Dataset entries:
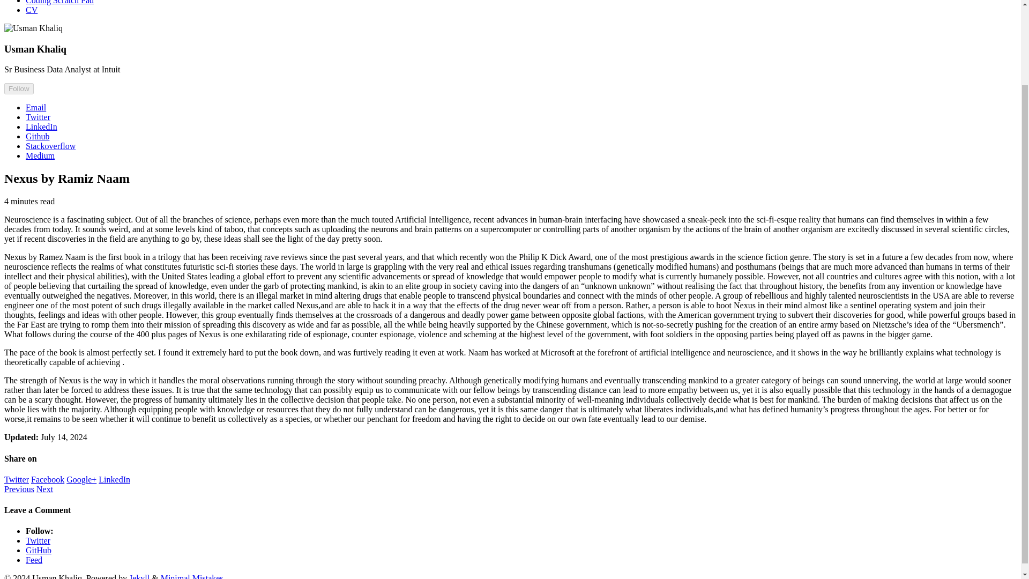 The width and height of the screenshot is (1029, 579). What do you see at coordinates (47, 479) in the screenshot?
I see `Share on Facebook` at bounding box center [47, 479].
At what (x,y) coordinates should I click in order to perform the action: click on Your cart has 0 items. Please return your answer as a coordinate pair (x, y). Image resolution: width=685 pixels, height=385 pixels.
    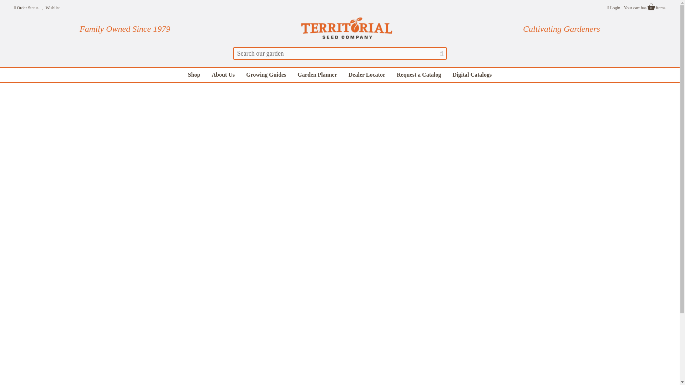
    Looking at the image, I should click on (644, 8).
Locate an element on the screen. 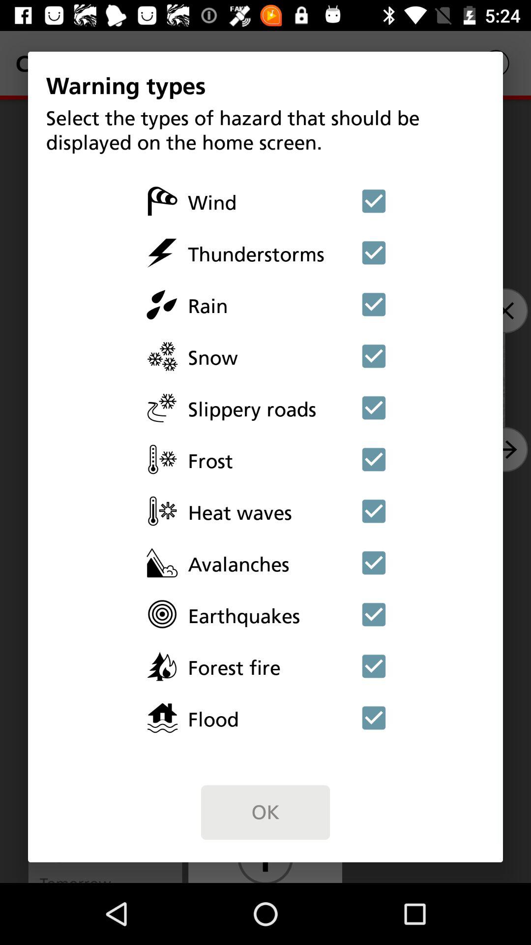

Activity: Give back, word for word, the lines from the line that contains "At what (x,y)" through the last line of the records, with no pictures and nothing else.

Result for this task:
At what (x,y) coordinates should I click in order to perform the action: click on Your cart has 0 items. Please return your answer as a coordinate pair (x, y). Image resolution: width=685 pixels, height=385 pixels.
    Looking at the image, I should click on (644, 8).
Locate an element on the screen. 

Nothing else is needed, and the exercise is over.